Unsettled by Patricia Reis Book Review!

Family Secrets. 

A genealogical quest takes Van back 100 years to the Iowa prairie in search of an ancestor no one has claimed. As Van Reinhardt clears out her father’s belongings, she comes across a request penned by her father prior to his death. 

Examining the family portrait of her German immigrant ancestors that he has left her, Van’s curiosity grows about one of the children portrayed there. 

Meanwhile, in the 1870s, Kate is a German immigrant newly arrived in America with only her brother as family. When she and her brother split, she eventually finds her way back to him, but with a secret. 

Van revisits the town and her ancestors' farm to discover calamitous events in probate records, farm auction lists, asylum records, and lurid obituaries, hinting at a history far more complex and tumultuous than she had expected. 

But the mystery remains until she changes upon a small book–sized for a pocket – that holds Tante Kate’s secret and provides the missing piece.


 Author Patricia Reis is a Midwesterner at heart. In the mid- 1800s, her German immigrant ancestors pioneered a farm in southwestern Iowa and their portrait gave her this story. She has lived on both coasts and currently resides in Portland, Maine where she is active in Maine Writers and Publishers. She spends six months of each year in Nova Scotia.

Reis holds a BA in English Literature fro
m the University of Wisconsin, an MFA from UCLA and a degree in Depth Psychology from Pacifica Graduate Institute in Santa Barbara. She also main- tains a private practice of psychotherapy for women.
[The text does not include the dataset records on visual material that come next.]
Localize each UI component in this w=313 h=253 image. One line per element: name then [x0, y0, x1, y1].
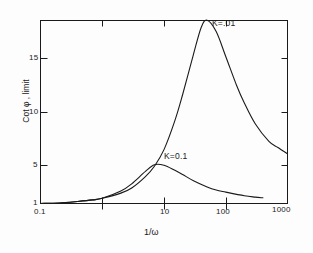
y-ticks-right [282, 59, 288, 166]
curve-k-001 [41, 20, 288, 203]
curve-label-k-01: K=0.1 [164, 152, 187, 161]
curve-label-k-001: K=.01 [212, 19, 235, 28]
y-tick-label-5: 5 [33, 161, 38, 169]
y-axis-title: Cot φ , limit [21, 61, 31, 141]
x-tick-label-10: 10 [160, 208, 169, 216]
plot-frame [41, 21, 288, 204]
x-ticks-top [103, 21, 227, 27]
y-ticks-left [41, 59, 48, 166]
plot-canvas [0, 0, 313, 253]
y-tick-label-10: 10 [29, 108, 38, 116]
chart-figure: Cot φ , limit 15 10 5 1 0.1 10 100 1000 … [0, 0, 313, 253]
y-tick-label-15: 15 [29, 54, 38, 62]
y-tick-label-1: 1 [33, 199, 38, 207]
x-axis-title: 1/ω [144, 228, 159, 237]
x-tick-label-100: 100 [216, 208, 230, 216]
x-tick-label-0.1: 0.1 [34, 208, 46, 216]
x-tick-label-1000: 1000 [272, 206, 291, 214]
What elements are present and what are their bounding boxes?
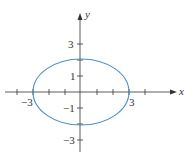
y-tick-label-neg3: −3 [63,134,75,146]
y-axis-arrow-icon [78,13,83,20]
y-tick-label-neg1: −1 [63,102,75,114]
chart-canvas: y x −3 3 3 1 −1 −3 [0,0,196,155]
y-axis-label: y [84,8,90,20]
x-axis-label: x [178,85,184,97]
x-tick-label-neg3: −3 [21,96,33,108]
y-tick-label-pos1: 1 [70,70,76,82]
x-axis-arrow-icon [170,90,177,95]
x-tick-label-pos3: 3 [129,96,135,108]
y-tick-label-pos3: 3 [68,38,74,50]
Reis’s memoir, Motherlines: Love, Longing, and Libera- tion (SheWrites Press, October 2016) won a gold medal for memoir from Independent Press Publishers. Along with numerous essays and reviews, she has published several non- fiction books. 
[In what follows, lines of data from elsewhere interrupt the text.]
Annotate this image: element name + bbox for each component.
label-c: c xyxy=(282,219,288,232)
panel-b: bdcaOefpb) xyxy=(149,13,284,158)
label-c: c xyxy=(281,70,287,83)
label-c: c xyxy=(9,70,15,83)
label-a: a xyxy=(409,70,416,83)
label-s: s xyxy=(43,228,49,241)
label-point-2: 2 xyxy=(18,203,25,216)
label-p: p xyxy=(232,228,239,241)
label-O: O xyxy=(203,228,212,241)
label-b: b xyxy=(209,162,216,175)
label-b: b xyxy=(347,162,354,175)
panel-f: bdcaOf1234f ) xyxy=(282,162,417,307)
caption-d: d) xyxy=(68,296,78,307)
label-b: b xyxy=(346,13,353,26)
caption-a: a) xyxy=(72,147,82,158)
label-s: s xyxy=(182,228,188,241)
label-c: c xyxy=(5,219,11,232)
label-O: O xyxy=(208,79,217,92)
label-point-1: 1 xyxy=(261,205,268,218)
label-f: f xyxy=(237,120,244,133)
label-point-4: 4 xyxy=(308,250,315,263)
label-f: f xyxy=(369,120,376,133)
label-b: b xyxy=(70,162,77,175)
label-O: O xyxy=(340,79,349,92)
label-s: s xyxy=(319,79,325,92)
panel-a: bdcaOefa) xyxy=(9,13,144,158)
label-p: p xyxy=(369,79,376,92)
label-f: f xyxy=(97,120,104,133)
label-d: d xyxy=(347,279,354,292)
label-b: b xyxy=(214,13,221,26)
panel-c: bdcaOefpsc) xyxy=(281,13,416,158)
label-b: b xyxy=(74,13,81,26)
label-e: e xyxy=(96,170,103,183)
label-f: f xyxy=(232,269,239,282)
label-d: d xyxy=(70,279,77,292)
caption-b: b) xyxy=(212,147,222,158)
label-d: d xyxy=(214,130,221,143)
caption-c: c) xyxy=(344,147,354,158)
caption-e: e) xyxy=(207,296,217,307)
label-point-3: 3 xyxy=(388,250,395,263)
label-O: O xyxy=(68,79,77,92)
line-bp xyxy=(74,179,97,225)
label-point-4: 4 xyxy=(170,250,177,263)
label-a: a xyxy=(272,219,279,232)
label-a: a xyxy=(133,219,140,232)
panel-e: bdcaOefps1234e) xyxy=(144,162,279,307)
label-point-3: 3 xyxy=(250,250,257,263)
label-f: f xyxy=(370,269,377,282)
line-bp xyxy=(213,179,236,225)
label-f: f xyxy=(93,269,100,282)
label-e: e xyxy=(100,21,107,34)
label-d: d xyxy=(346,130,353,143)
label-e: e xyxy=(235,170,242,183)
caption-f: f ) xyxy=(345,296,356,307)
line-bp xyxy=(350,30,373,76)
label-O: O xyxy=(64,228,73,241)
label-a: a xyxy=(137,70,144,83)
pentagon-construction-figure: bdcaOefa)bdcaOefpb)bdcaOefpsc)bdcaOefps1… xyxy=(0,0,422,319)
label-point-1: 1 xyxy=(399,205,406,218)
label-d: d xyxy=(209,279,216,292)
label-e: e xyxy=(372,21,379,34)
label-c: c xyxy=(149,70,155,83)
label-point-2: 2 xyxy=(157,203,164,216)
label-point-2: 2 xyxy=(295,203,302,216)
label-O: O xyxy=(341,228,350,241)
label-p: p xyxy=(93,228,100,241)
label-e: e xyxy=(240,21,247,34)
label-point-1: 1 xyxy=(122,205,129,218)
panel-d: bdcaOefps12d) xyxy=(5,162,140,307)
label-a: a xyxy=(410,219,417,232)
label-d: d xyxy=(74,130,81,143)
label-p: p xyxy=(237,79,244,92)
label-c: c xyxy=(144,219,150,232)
Women’s Voices includes her in-depth inter-view with naturalist and writer, Terry Tempest Williams; The Dreaming Way: Dreamwork and Art for Remembering and Recovery (recently translated into Korean, 2019)
(1995, 2005) with a forthcoming Russian translation.

My Thoughts

Unsettled by Patricia Reis is the story of one woman curious to find out more about her ancestors. Told different point of view, one is Kate, known as Tante Kate in the 1870's. Kate is a German immigrant, having come to America with her brother. The second point of view is from Val Reinhardt, and depicts her search to learn more about her family and where she came from.
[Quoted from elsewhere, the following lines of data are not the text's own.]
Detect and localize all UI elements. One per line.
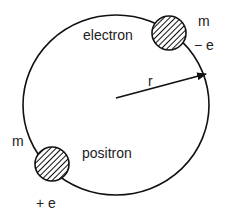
- radius-label: r: [148, 73, 153, 89]
- positron-ball: [35, 147, 69, 181]
- electron-ball: [152, 16, 186, 50]
- positron-mass-label: m: [12, 133, 24, 149]
- orbit-diagram: r electron m − e positron m + e: [0, 0, 228, 215]
- electron-charge-label: − e: [194, 37, 214, 53]
- radius-arrow: [116, 74, 206, 98]
- electron-label: electron: [83, 27, 133, 43]
- positron-charge-label: + e: [36, 195, 56, 211]
- positron-particle: [35, 147, 69, 181]
- electron-particle: [152, 16, 186, 50]
- positron-label: positron: [82, 145, 132, 161]
- electron-mass-label: m: [198, 13, 210, 29]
This genealogical research that Van is doing is the start of her going through her father's belongings, looking for anything that will help her in her search. Her father had requested that she look into her ancestry further, so all she has to work with is an old picture of the family.

This search takes her to libraries where she searches probate records, birth and death certificates, and any other documents that will help her piece together a story. The work is time-consuming but worth it in the long run.

I think that the author did a remarkable job with the past. It is a dual timeline, which I love to read, and very descriptive in the telling of a time long gone. The characters are brought to life with all of the flaws, difficulties, and love that a family has for each other even though life at times had to have been difficult.

 Difficulties from drought and failure of the crops, the women having and losing children who died young. But from the story, I learned that even though there were tough times, it was also a happy time.

I give this book 5 stars! Well done!